On the other hand, the International Energy Agency reports that private commercial investments in no- and low-carbon energy technologies are now outstripping those in fossil fuels. Even so, fossil fuels continue to provide the bulk of global primary energy production.

 

IEA

Despite more than 30 years of climate change negotiations, carbon dioxide concentrations in the atmosphere continue to rise as concomitantly do global average temperatures.

NOAA
Berkeley Earth

The increase in carbon dioxide emissions in 2024 was the highest single-year record and last year was also the warmest in the instrumental record.

American Enterprise Institute senior science and technology fellow Roger Pielke Jr. points out that in the Global Mutirão decision, the United Nations climate change negotiators are taking unwarranted credit for lower projected temperatures in 2100.

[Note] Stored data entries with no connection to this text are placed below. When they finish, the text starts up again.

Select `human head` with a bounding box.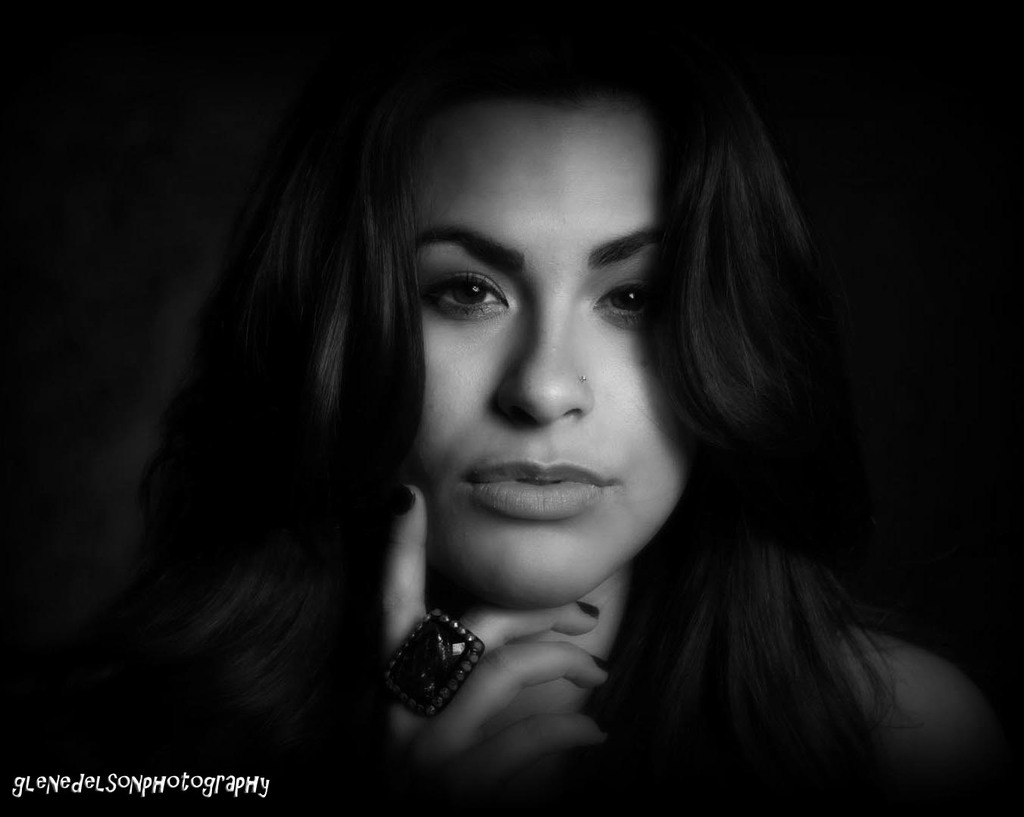
Rect(361, 58, 704, 595).
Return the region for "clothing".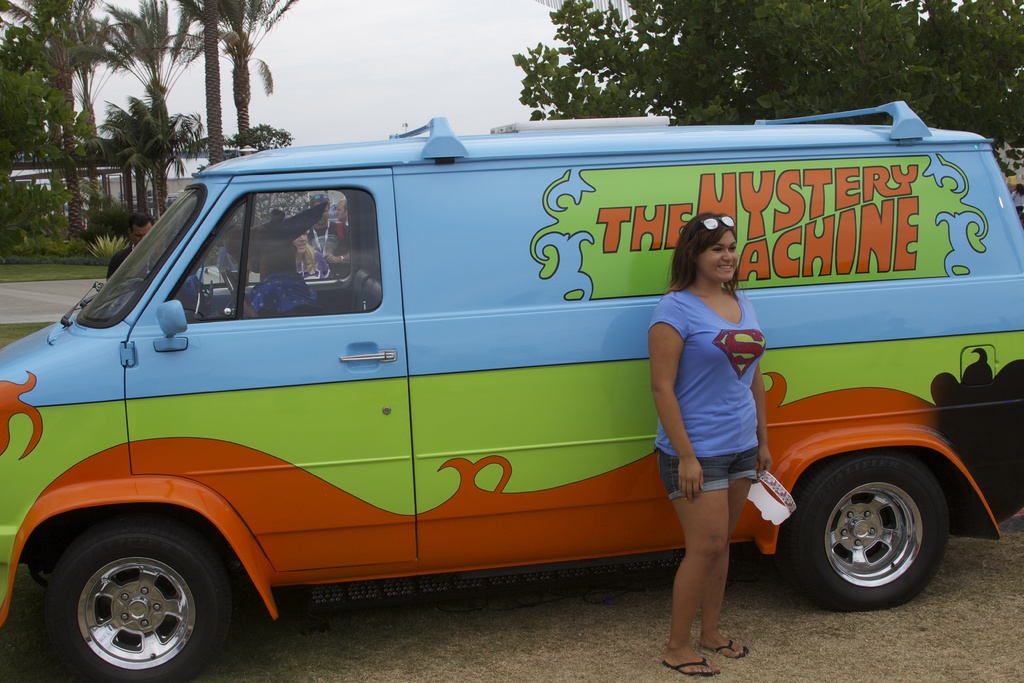
670,256,778,535.
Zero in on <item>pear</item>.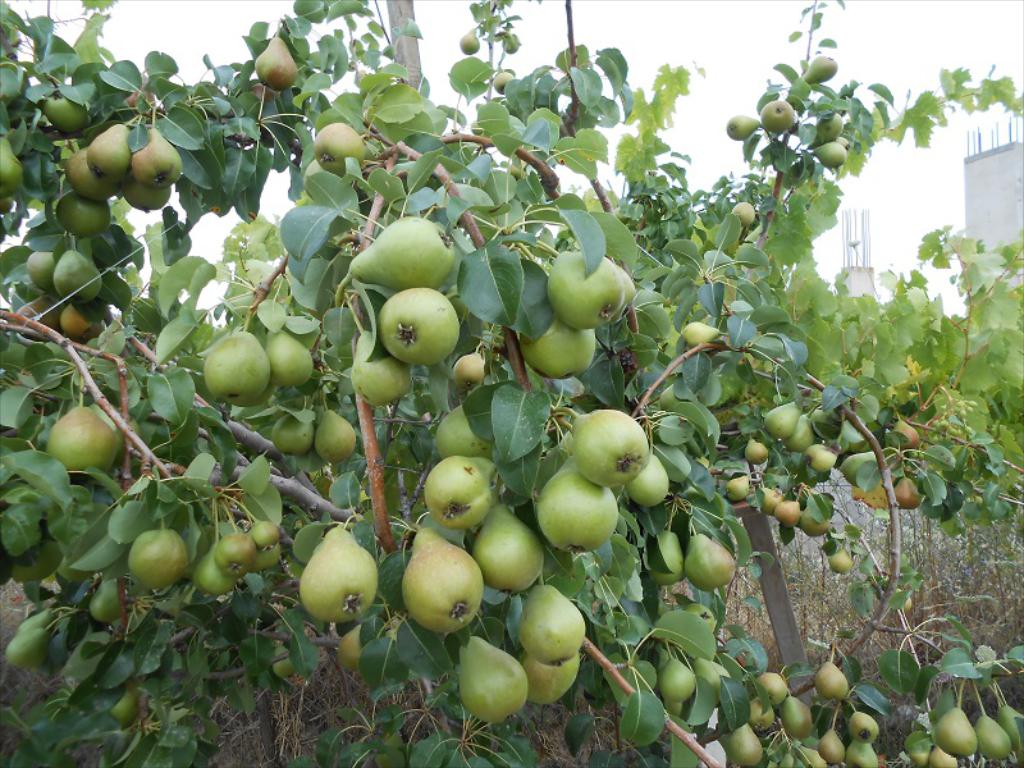
Zeroed in: <region>88, 570, 127, 622</region>.
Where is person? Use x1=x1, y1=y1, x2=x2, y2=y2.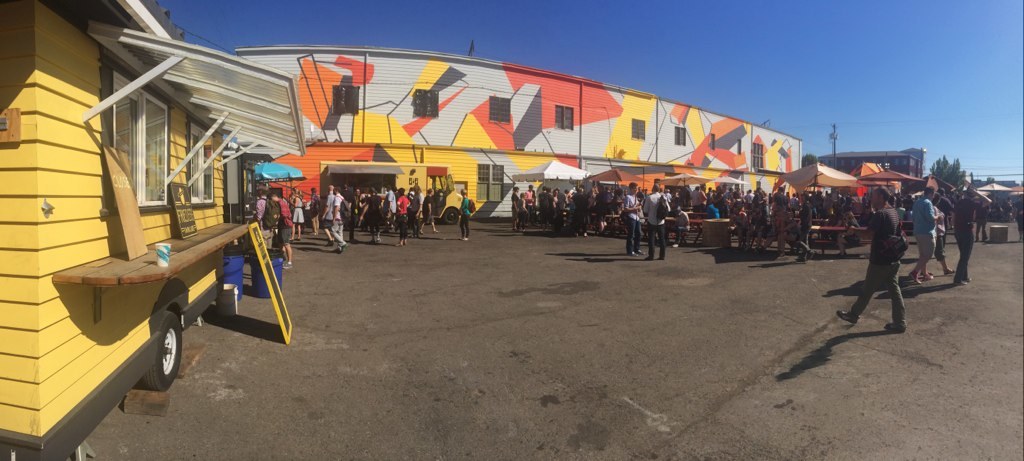
x1=949, y1=181, x2=993, y2=290.
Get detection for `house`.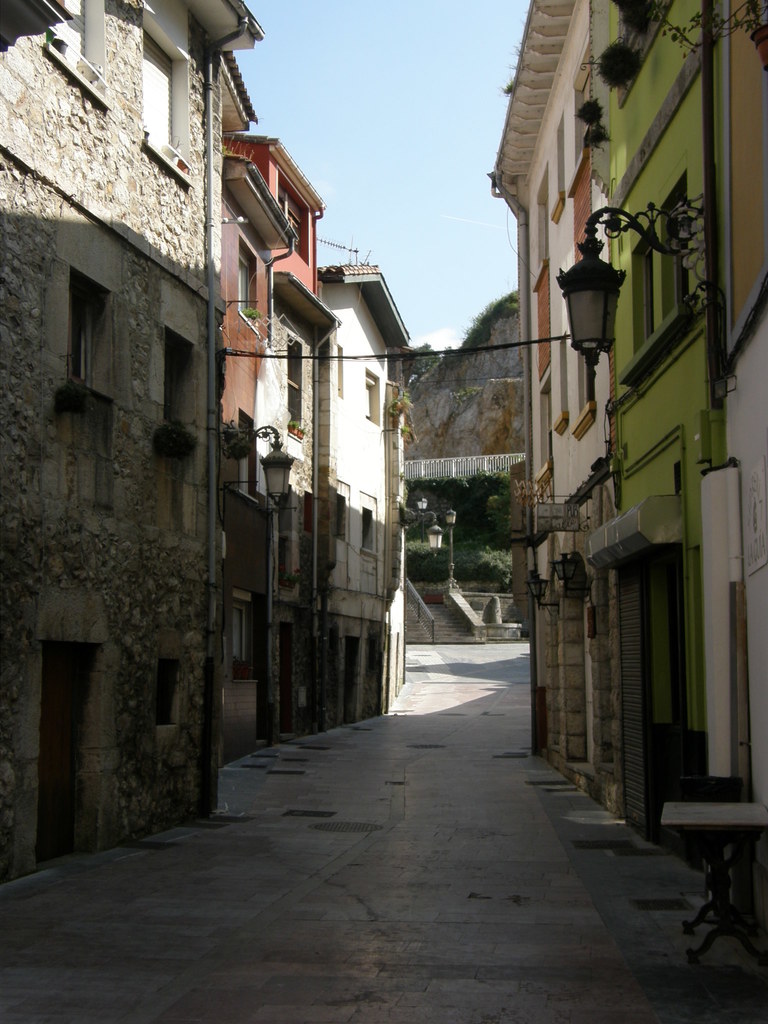
Detection: rect(484, 0, 586, 751).
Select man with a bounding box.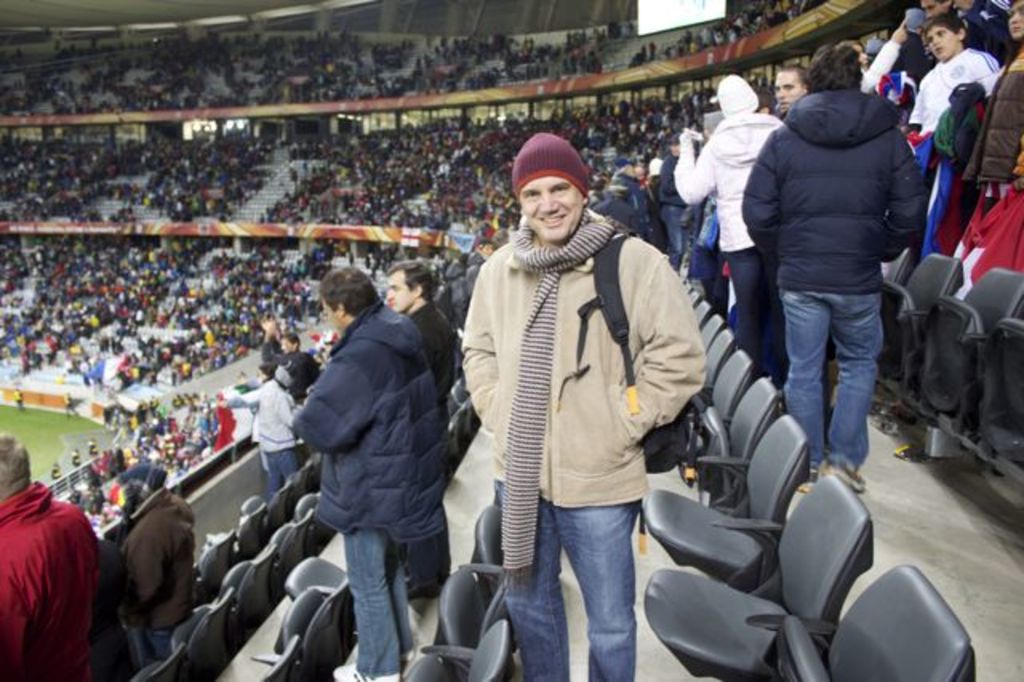
box(744, 45, 926, 491).
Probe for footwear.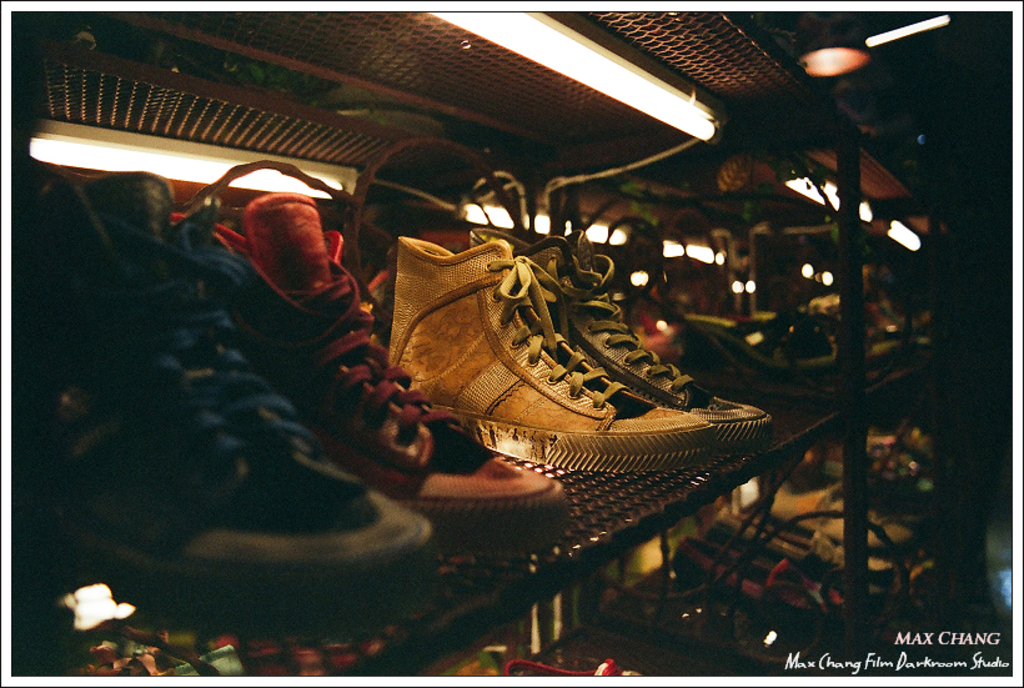
Probe result: 668, 534, 848, 623.
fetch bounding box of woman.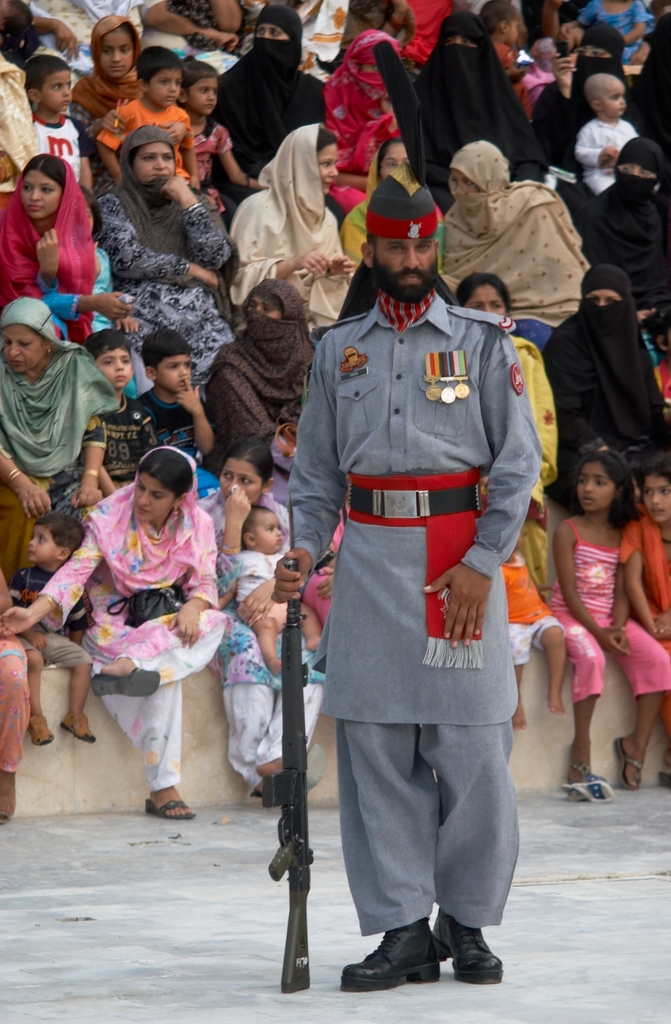
Bbox: 191:440:333:813.
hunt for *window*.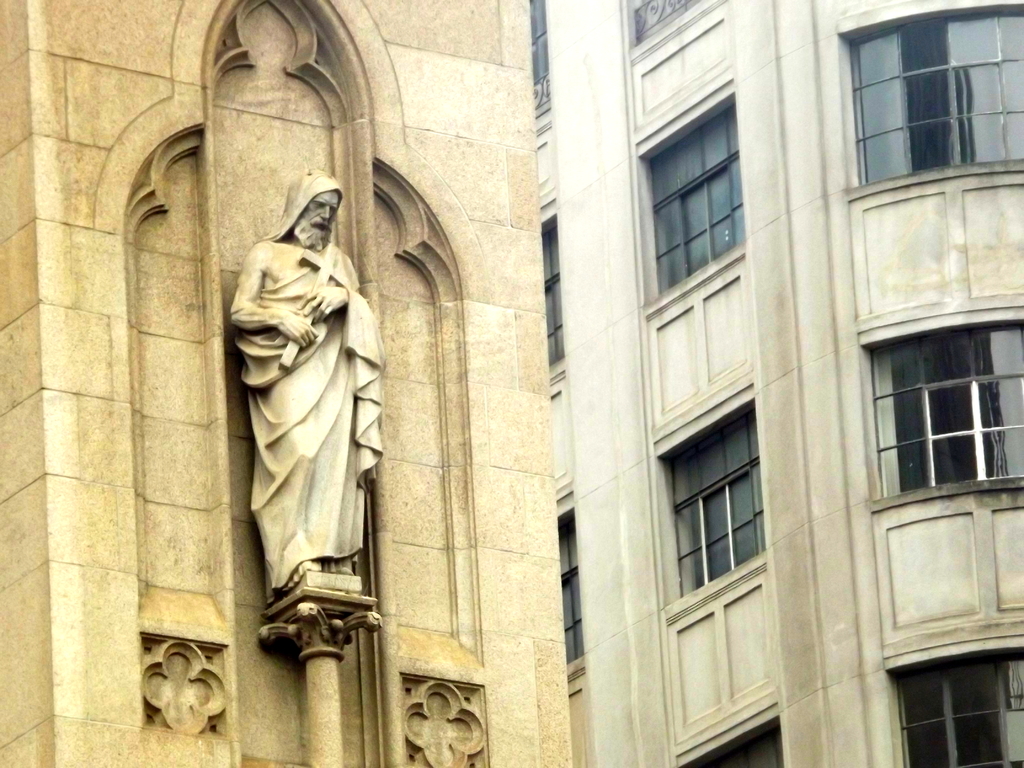
Hunted down at {"left": 895, "top": 645, "right": 1023, "bottom": 767}.
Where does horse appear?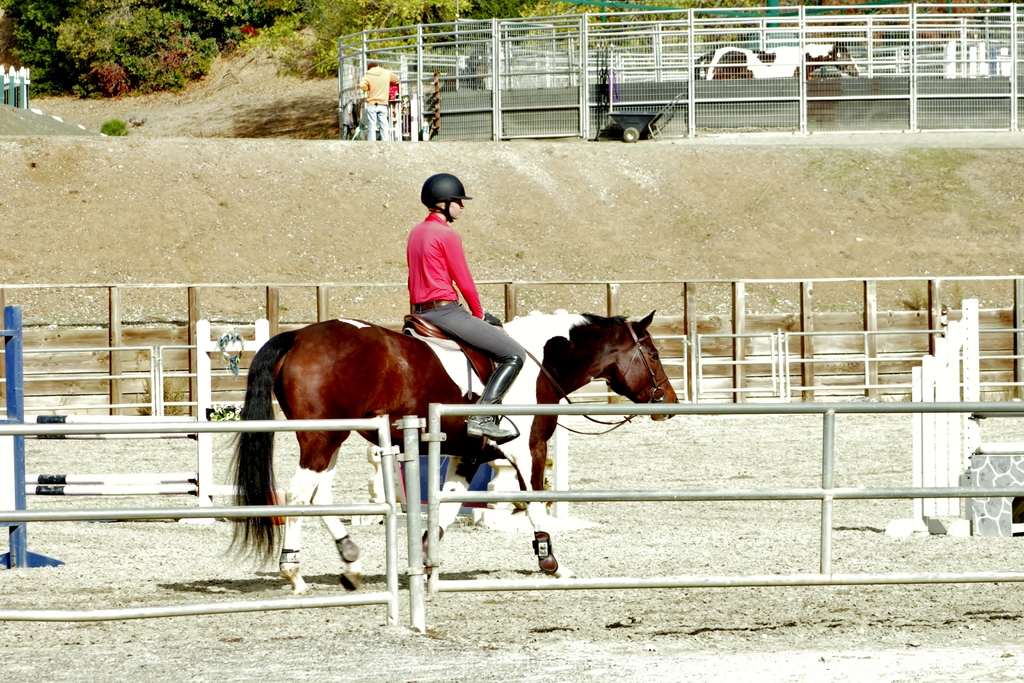
Appears at bbox=[694, 41, 858, 79].
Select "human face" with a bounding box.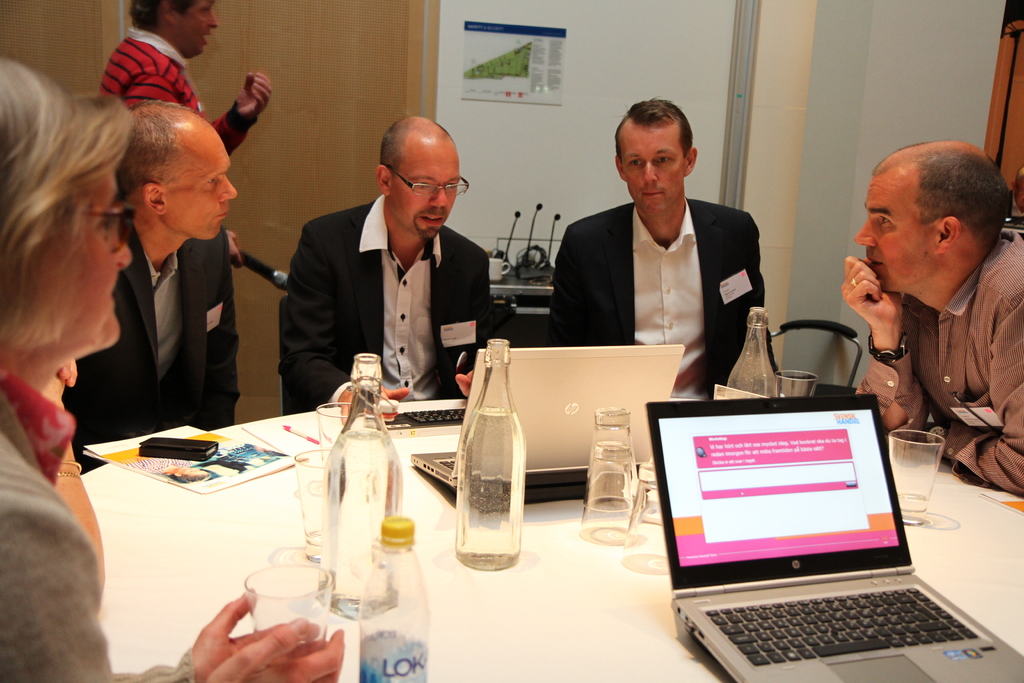
<region>168, 125, 239, 243</region>.
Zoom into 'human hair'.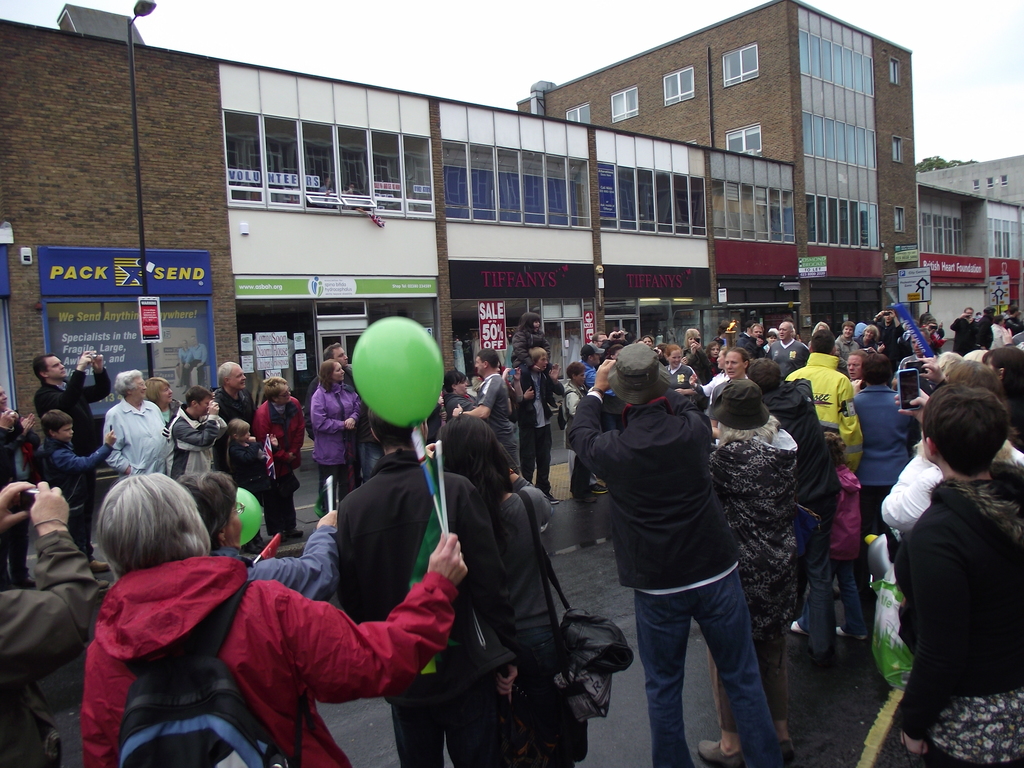
Zoom target: [x1=643, y1=335, x2=654, y2=344].
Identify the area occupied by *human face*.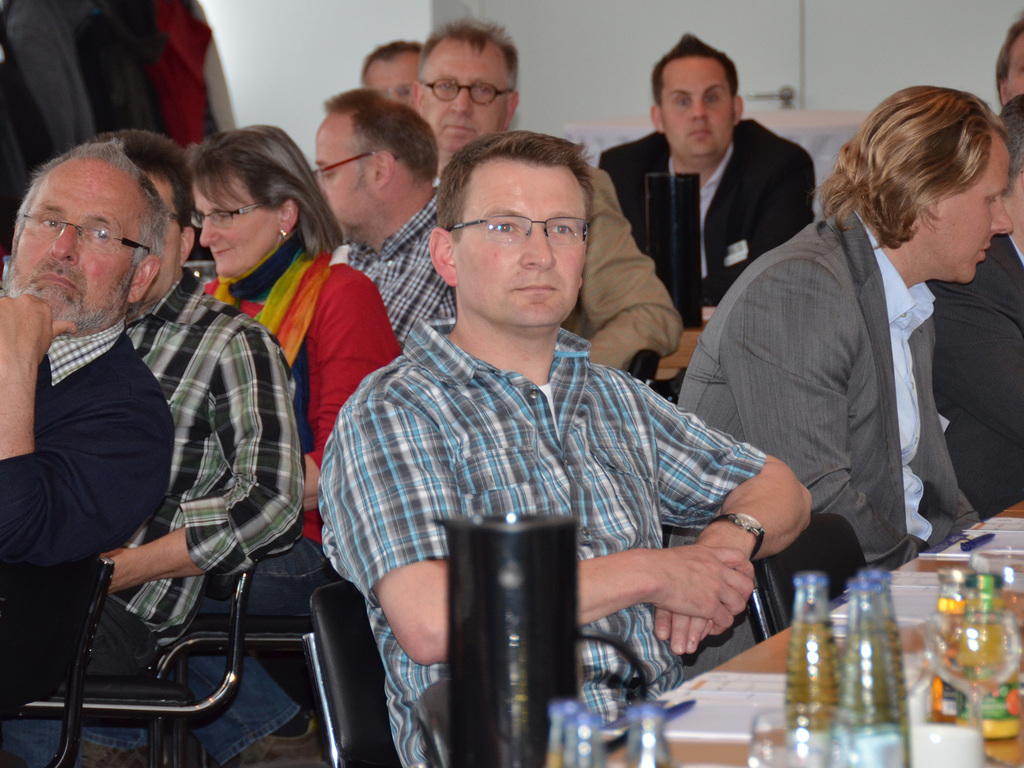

In their "celebration of the 10-year anniversary of the Paris Agreement," the negotiators claim that "significant collective progress towards the Paris Agreement temperature goal has been made, from an expected global temperature increase of more than 4 °C according to some projections prior to the adoption of the Agreement to an increase in the range of 2.3–2.5 °C and a bending of the emission curve based on the full implementation of the latest nationally determined contributions."

In support of this alleged achievement, the UNFCCC secretariat supplied this illustration.

UNFCCC

The "before" trend in the chart is based on worst-case greenhouse gas emissions scenarios that have long been known to be highly implausible, not least because they projected that the world would be burning six times more coal by 2100 than now.

"The differences between the two forecasts reflect the simple fact that the red cone represents erroneous projections, while the blue cone represents a more updated understanding of where we are headed," explains Pielke over at his Substack. "The story here is that extreme emissions projections were well off track, and real-world data pointed to a much more moderate future. Spinning that course correction as the result of policy success is not supported by the evidence."

In fact, Pielke and his colleagues, using more plausible emissions scenarios, projected in 2022 that global average temperatures would rise above the preindustrial baseline (1850-1900) to "between 2 °C and 3 °C of warming by 2100, with a median of 2.2 °C." In its COP30 Global Mutirão Decision, the U.N. climate change negotiators now basically agree with the projections made by Pielke and his colleagues.

"Even though projections of future climate change have moderated considerably in recent years," correctly observes Pielke, "the human influence on climate remains real and poses risks to our collective future." More than 30 years on, U.N. climate change negotiations have not done much to ameliorate those risks.